The final character mapping happens through a series of sed substitutions:

sed 's/0/·/g' \
| sed 's/1/~/g' \
| sed 's/2/o/g' \
| sed 's/3/x/g' \
| sed 's/4/+/g' \
| sed 's/5/=/g' \
| sed 's/6/*/g' \
| sed 's/7/%/g' \
| sed 's/8/$/g' \
| sed 's/9/@/g'

This progression from · to @ represents increasing visual density to effectively represent luminance in a character-based display.

Aspect ratio

Terminal characters typically have an aspect ratio around 0.44 (width/height). Without correction, the animation would appear vertically stretched. The script handles this by pre-squishing each frame:

FONT_RATIO=".44"
local new_height=$(echo "$FONT_RATIO * $image_height" | bc | jq '.|ceil')
magick "$f" -resize "x$new_height"'!' "$squished_image_file"

The ! in ImageMagick's resize command forces the exact dimensions, ignoring the original aspect ratio. This ensures that when the squished image gets displayed using terminal characters, it appears with the correct proportions.

Processing pipeline

This whole processing is handled by ffmpeg. They're effectively just using it as a mp4 to png frame converter, where each frame can then be passed through the ascii conversion pipeline.

generate_frame_images() {
  # Extract frames with ffmpeg
  ffmpeg \
    -loglevel error \
    -i "$video_file" \
    -vf "scale=$OUTPUT_COLUMNS:-2,fps=$OUTPUT_FPS" \
    "$frame_images_dir/frame_%04d.png"

  # Process each frame individually
  for f in $(find "$frame_images_dir" -name '*.png' | sort); do
    # Aspect ratio correction
    magick "$f" -resize "x$new_height"'!' "$squished_image_file"
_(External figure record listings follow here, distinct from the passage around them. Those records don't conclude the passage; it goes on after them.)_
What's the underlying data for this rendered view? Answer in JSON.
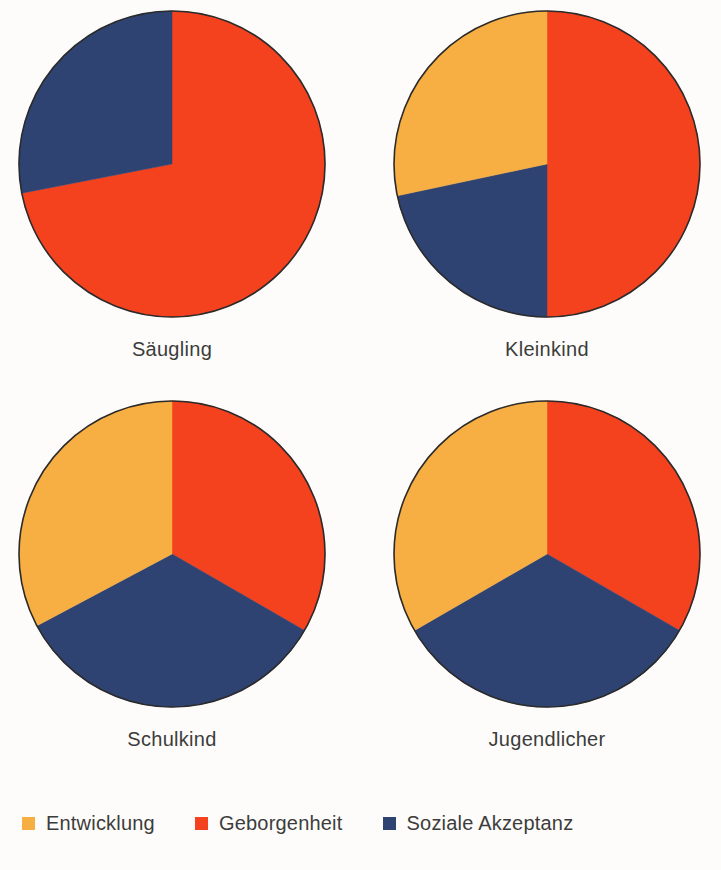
{
  "chart_data": {
    "type": "pie",
    "title": "",
    "subtitle": "",
    "xlabel": "",
    "ylabel": "",
    "legend_position": "bottom-left",
    "grid": false,
    "units": "percent",
    "start_angle_deg": 0,
    "direction": "clockwise",
    "legend": [
      {
        "name": "Entwicklung",
        "color": "#f7ae43"
      },
      {
        "name": "Geborgenheit",
        "color": "#f4411e"
      },
      {
        "name": "Soziale Akzeptanz",
        "color": "#2e4372"
      }
    ],
    "categories": [
      "Entwicklung",
      "Geborgenheit",
      "Soziale Akzeptanz"
    ],
    "colors": [
      "#f7ae43",
      "#f4411e",
      "#2e4372"
    ],
    "panels": [
      {
        "label": "Säugling",
        "values": [
          0,
          72,
          28
        ],
        "slices": [
          {
            "name": "Geborgenheit",
            "value": 72,
            "color": "#f4411e",
            "start_deg": 0,
            "end_deg": 259
          },
          {
            "name": "Soziale Akzeptanz",
            "value": 28,
            "color": "#2e4372",
            "start_deg": 259,
            "end_deg": 360
          }
        ]
      },
      {
        "label": "Kleinkind",
        "values": [
          28,
          50,
          22
        ],
        "slices": [
          {
            "name": "Geborgenheit",
            "value": 50,
            "color": "#f4411e",
            "start_deg": 0,
            "end_deg": 180
          },
          {
            "name": "Soziale Akzeptanz",
            "value": 22,
            "color": "#2e4372",
            "start_deg": 180,
            "end_deg": 258
          },
          {
            "name": "Entwicklung",
            "value": 28,
            "color": "#f7ae43",
            "start_deg": 258,
            "end_deg": 360
          }
        ]
      },
      {
        "label": "Schulkind",
        "values": [
          34,
          33,
          33
        ],
        "slices": [
          {
            "name": "Geborgenheit",
            "value": 33,
            "color": "#f4411e",
            "start_deg": 0,
            "end_deg": 120
          },
          {
            "name": "Soziale Akzeptanz",
            "value": 33,
            "color": "#2e4372",
            "start_deg": 120,
            "end_deg": 242
          },
          {
            "name": "Entwicklung",
            "value": 34,
            "color": "#f7ae43",
            "start_deg": 242,
            "end_deg": 360
          }
        ]
      },
      {
        "label": "Jugendlicher",
        "values": [
          33,
          33,
          34
        ],
        "slices": [
          {
            "name": "Geborgenheit",
            "value": 33,
            "color": "#f4411e",
            "start_deg": 0,
            "end_deg": 120
          },
          {
            "name": "Soziale Akzeptanz",
            "value": 34,
            "color": "#2e4372",
            "start_deg": 120,
            "end_deg": 240
          },
          {
            "name": "Entwicklung",
            "value": 33,
            "color": "#f7ae43",
            "start_deg": 240,
            "end_deg": 360
          }
        ]
      }
    ]
  },
  "style": {
    "background": "#fdfcfa",
    "outline": "#2b2b2b",
    "text": "#3c3c3c"
  }
}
    # Convert to RGB text data
    magick "$f" "$imagemagick_text_file"

    # Process each pixel
    cat "$imagemagick_text_file" | tail -n +2 | while read line; do
      local rgb="$(echo "$line" | cut -f2 -d ' ' | cut -d "(" -f 2 | cut -d ")" -f1)"
      local pixel="$(pixel_for "$rgb")"
      echo -n "$pixel" >> "$output_text_file"
    done

    # Apply character mapping and HTML formatting
    cat "$output_text_file" \
      | perl -pe 's/(B[0-9](?:B[0-9])*)/<span class="b">\1<\/span>/g' \
      | sed 's/B//g' \
      # ... more transformations

    # Clean up intermediate files
    rm "$f" "$imagemagick_text_file"
  done
}

HTML output

The final transformation wraps consecutive blue characters in <span class="b"> tags for CSS styling4:

perl -pe 's/(B[0-9](?:B[0-9])*)/<span class="b">\1<\/span>/g'

This allows the web page to style blue characters differently from white ones, maintaining the visual distinction that was established during color filtering. The result is HTML that looks like terminal output but can be styled with CSS for better web presentation.

Conclusion

I thought this approach was a pretty clever way to grab some attention for a terminal client. It's certainly different - you barely see ascii on the web these days and you never see ascii video.

If we're really all moving to the terminal maybe that will soon change.


  1. You might recognize that last name: he's the cofounder of Hashicorp which makes terraform and a lot of other devops libraries. 

  2. The gold standard for color distance is Delta E, which measures perceptual color difference. Unlike RGB, LAB is perceptually uniform, so a change of 1 unit should look like the same amount of difference regardless of where you are in the color space. But the math is non-trivial and almost certainly overkill for ASCII art. 

  3. This incidentally is used frequently in grayscale conversion to preserve the apparent brightness relationships from the original color image. 

  4. By george! A perl script in the wild. You don't see those every day.